Building A Better Health Care System Post-Covid-19: Steps for Reducing Low-Value and Wasteful Care

The upheaval in the provision of routine health care caused by the Covid-19 pandemic offers an unprecedented opportunity to reduce low-value care significantly with concurrent efforts from providers and health systems, payers, policymakers, employers, and patients.

 

By Corinna Sorenson, Ph.D., MHSA, MPH, Mark Japinga, MPA, Hannah Crook & Mark McClellan, MD, Ph.D.

August 21, 2020

 

https://catalyst.nejm.org/doi/full/10.1056/CAT.20.0368?query=CON&cid=DM97604_Catalyst_Non_Subscriber&bid=247526681

 

Summary

The Covid-19 pandemic has disrupted the provision of routine care, forcing providers and patients to postpone many services and adopt virtual and non-contact strategies.

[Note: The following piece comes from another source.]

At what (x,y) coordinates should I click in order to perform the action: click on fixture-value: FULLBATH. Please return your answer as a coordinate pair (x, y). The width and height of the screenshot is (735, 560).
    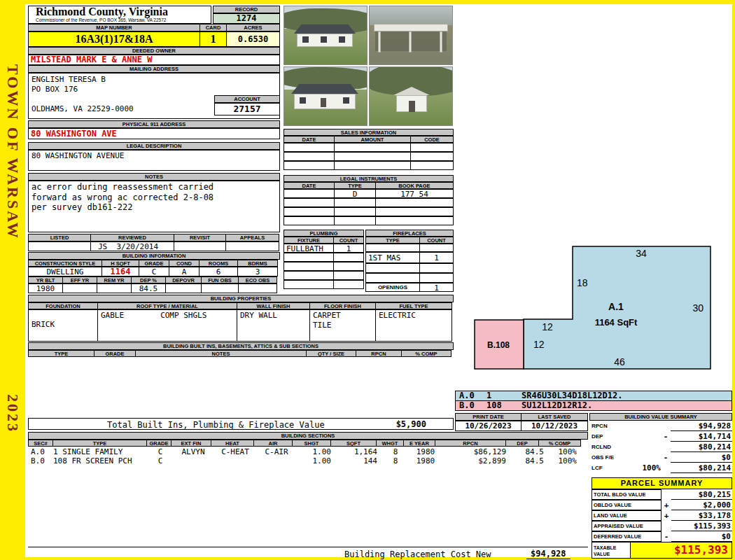
    Looking at the image, I should click on (309, 248).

These changes present an unprecedented opportunity to re-evaluate the necessity of services our health system provides, embracing and enhancing the ones that provide the most value and finally reducing or eliminating those that provide little or no benefit. Immediate action is essential as reopening occurs; force of habit and financial stresses may otherwise counteract some positive recent changes and move the health care system back toward business as usual. We suggest aligned strategies for providers and health systems, payers, policymakers, employers, and patients that can help seize this opportunity to build a better health system.

 

In just months, the coronavirus (Covid-19) pandemic upended significant portions of the U.S. health care system.1 Postponed elective procedures and services for non-emergency care significantly reduced overall health care utilization,2 and the rapid shift to telehealth dramatically altered care delivery. Recent months have also exposed long-standing flaws of our health care system, marked by fragmentation, inefficiencies, high rates of chronic illness, and glaring health disparities.